An hour later, when Hennessy arrived, Jackie was in the garage rebuilding a carburetor, but the Saint was still at his desk, staring out the plate-glass window. Hennessy drove up in his unmarked black Ford, which had an attachable siren he kept under his seat. He parked beside the air pump and got out. There was no business at the station and he could hear the radio playing in the garage. “I Only Have Eyes for You.” Hennessy went into the office, and when the door swung closed behind him, John McCarthy didn’t even look up.
“You can’t believe the roads out there,” Hennessy said. “Slicker than hell.” He went over to the percolator McCarthy always kept on a small pine table and poured himself a cup of coffee, then realized it was yesterday’s and cold. Hennessy put the cup back down on the table and wished someone else had gotten this call.
“The car was my responsibility,” McCarthy said.
“I hate to tell you,” Hennessy said, “but this kind of thing happens all the time. Was the garage jimmied open?”
“He brought it in because the door squeaked. He could have taken it back to the dealer, but I offered to do it for him. It turned out the door just needed a little oil,” McCarthy said. “That’s all.”
“Windows broken?” Hennessy asked.
John McCarthy shook his head. “I need an alarm system.”
Hennessy lit a cigarette and took a look around. The floor was so clean he didn’t feel right just dropping the match, so he slipped it into his coat pocket.
“Think back to last night,” Hennessy said. “Did you lock the garage door?”
There was a curtain of blue smoke between them. Ice was forming inside the plate-glass
window.
“I don’t know,” John McCarthy said. “I can’t remember.”
Hennessy gave McCarthy the police report to fill out and while he did, Hennessy went into the garage. It was colder here, downright freezing outside the radius of a small electric heater set up on the concrete floor.
Jackie was kneeling on the concrete, singing along with the radio he had set up on the workbench. He had seen Hennessy pull up, and now he felt the cop behind him, but he didn’t stop singing.
“Maybe you’re Ed Sullivan material,” Hennessy said.
Jackie turned as if surprised. “Mr. Hennessy,” he said, standing. “Yeah.” He grinned. “Maybe I am.”
Jackie watched Hennessy check the garage. No broken glass, no jimmied locks.
“It’s a bitch, isn’t it?” Jackie said. “Shapiro just brought it in to have the doors oiled. My dad wouldn’t feel so bad if it wasn’t for that Corvette a while back.”
“Your father ever forget to lock the door?” Hennessy asked. He was standing beside the double doors, giving them the once-over.
“Pop?” Jackie said. “Never. He doesn’t even forget to sweep the floor every day.”

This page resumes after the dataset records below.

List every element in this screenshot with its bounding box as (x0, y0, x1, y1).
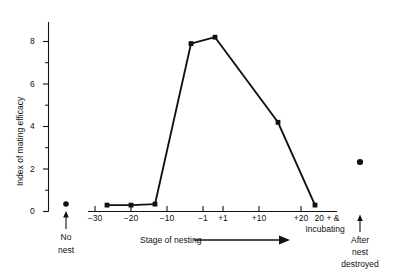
data-line (107, 37, 315, 205)
data-point (276, 120, 281, 125)
x-tick-label-minus-30: −30 (88, 213, 102, 223)
x-tick-label-20-plus: 20 + & (315, 213, 340, 223)
data-point (189, 41, 194, 46)
y-axis-major-ticks (43, 42, 49, 212)
after-nest-destroyed-line1: After (351, 235, 369, 245)
x-tick-label-minus-10: −10 (160, 213, 174, 223)
x-axis-title-arrow-icon (194, 236, 290, 245)
data-point (313, 203, 318, 208)
after-nest-destroyed-arrow-icon (357, 215, 363, 233)
data-point-markers (105, 35, 318, 208)
data-point (129, 203, 134, 208)
no-nest-arrow-icon (63, 211, 69, 229)
incubating-label: Incubating (305, 224, 344, 234)
y-axis-title: Index of mating efficacy (15, 97, 25, 186)
data-point (153, 202, 158, 207)
x-axis-ticks (95, 206, 301, 212)
isolated-point-after-nest-destroyed (357, 159, 363, 165)
y-tick-label-6: 6 (30, 79, 35, 89)
isolated-point-no-nest (63, 201, 69, 207)
x-tick-label-plus-10: +10 (252, 213, 266, 223)
data-point (105, 203, 110, 208)
y-tick-label-4: 4 (30, 121, 35, 131)
y-tick-label-0: 0 (30, 206, 35, 216)
after-nest-destroyed-line2: nest (352, 247, 368, 257)
x-tick-label-plus-1: +1 (218, 213, 228, 223)
x-axis-title: Stage of nesting (140, 235, 201, 245)
chart-figure: Index of mating efficacy 0 2 4 6 8 −30 −… (0, 0, 394, 273)
no-nest-label-line1: No (61, 232, 72, 242)
x-tick-label-minus-20: −20 (124, 213, 138, 223)
data-point (213, 35, 218, 40)
no-nest-label-line2: nest (58, 245, 74, 255)
x-tick-label-plus-20: +20 (294, 213, 308, 223)
x-tick-label-minus-1: −1 (198, 213, 208, 223)
after-nest-destroyed-line3: destroyed (341, 259, 378, 269)
y-tick-label-2: 2 (30, 164, 35, 174)
y-tick-label-8: 8 (30, 36, 35, 46)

Hennessy looked down at the concrete; there was no place to put his cigarette out, so he let it burn down between his fingers.

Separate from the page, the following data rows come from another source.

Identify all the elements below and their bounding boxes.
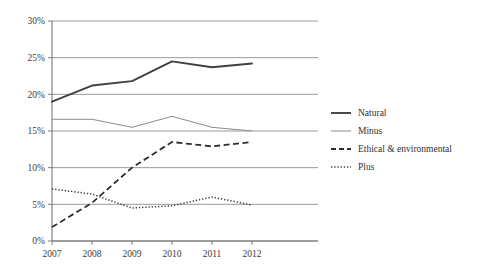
y-tick-label: 0% [32, 236, 45, 246]
legend-swatch-dashed [330, 143, 352, 155]
x-tick-label: 2010 [163, 249, 182, 259]
legend-item-minus[interactable]: Minus [330, 122, 479, 140]
x-tick-label: 2008 [83, 249, 102, 259]
y-tick-label: 25% [28, 53, 46, 63]
x-tick-label: 2007 [43, 249, 62, 259]
y-tick-label: 5% [32, 200, 45, 210]
x-axis-tick-labels: 200720082009201020112012 [43, 249, 262, 259]
line-chart: 0%5%10%15%20%25%30% 20072008200920102011… [0, 0, 330, 275]
series-group [52, 61, 252, 227]
x-tick-label: 2012 [243, 249, 262, 259]
legend-swatch-solid-thick [330, 107, 352, 119]
series-line-minus [52, 116, 252, 131]
chart-page: 0%5%10%15%20%25%30% 20072008200920102011… [0, 0, 479, 275]
legend-item-label: Minus [358, 126, 382, 136]
legend-item-label: Ethical & environmental [358, 144, 452, 154]
y-tick-label: 20% [28, 90, 46, 100]
chart-legend: NaturalMinusEthical & environmentalPlus [330, 104, 479, 176]
series-line-natural [52, 61, 252, 101]
chart-canvas: 0%5%10%15%20%25%30% 20072008200920102011… [0, 0, 330, 275]
y-tick-label: 30% [28, 16, 46, 26]
legend-swatch-dotted [330, 161, 352, 173]
legend-item-natural[interactable]: Natural [330, 104, 479, 122]
legend-item-label: Plus [358, 162, 374, 172]
y-tick-label: 10% [28, 163, 46, 173]
series-line-ethical-environmental [52, 142, 252, 227]
legend-item-plus[interactable]: Plus [330, 158, 479, 176]
legend-swatch-solid-thin [330, 125, 352, 137]
gridlines-group [52, 21, 318, 241]
legend-item-label: Natural [358, 108, 387, 118]
y-axis-tick-labels: 0%5%10%15%20%25%30% [28, 16, 46, 246]
x-tick-label: 2011 [203, 249, 222, 259]
x-tick-label: 2009 [123, 249, 142, 259]
y-tick-label: 15% [28, 126, 46, 136]
legend-item-ethical-environmental[interactable]: Ethical & environmental [330, 140, 479, 158]
series-line-plus [52, 189, 252, 208]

“You ever forget?” Hennessy asked easily.
“Hey.” Jackie grinned. He could hear his own pulse in his ears. “I may be dumb, but I’m not stupid.”
“Yeah,” Hennessy said. “Yeah, well, do me a favor. Just keep an eye on your father.”
“What do you mean?” Jackie asked. He looked over to the office. The Saint was busy filling out the report, so Jackie figured he could sneak a quick smoke. He got out a cigarette and his silver lighter. He leaned his head away from the lighter when the flame shot up, and he lit his cigarette carefully.
“I don’t know,” Hennessy said. “He’s confused. He doesn’t know if he locked the door or not.”
That was when Jackie knew he had it made. Hennessy didn’t suspect a thing. Jackie looked over his shoulder to make sure his father wouldn’t catch him smoking, then took a deep drag of his cigarette and tapped the ashes on the floor.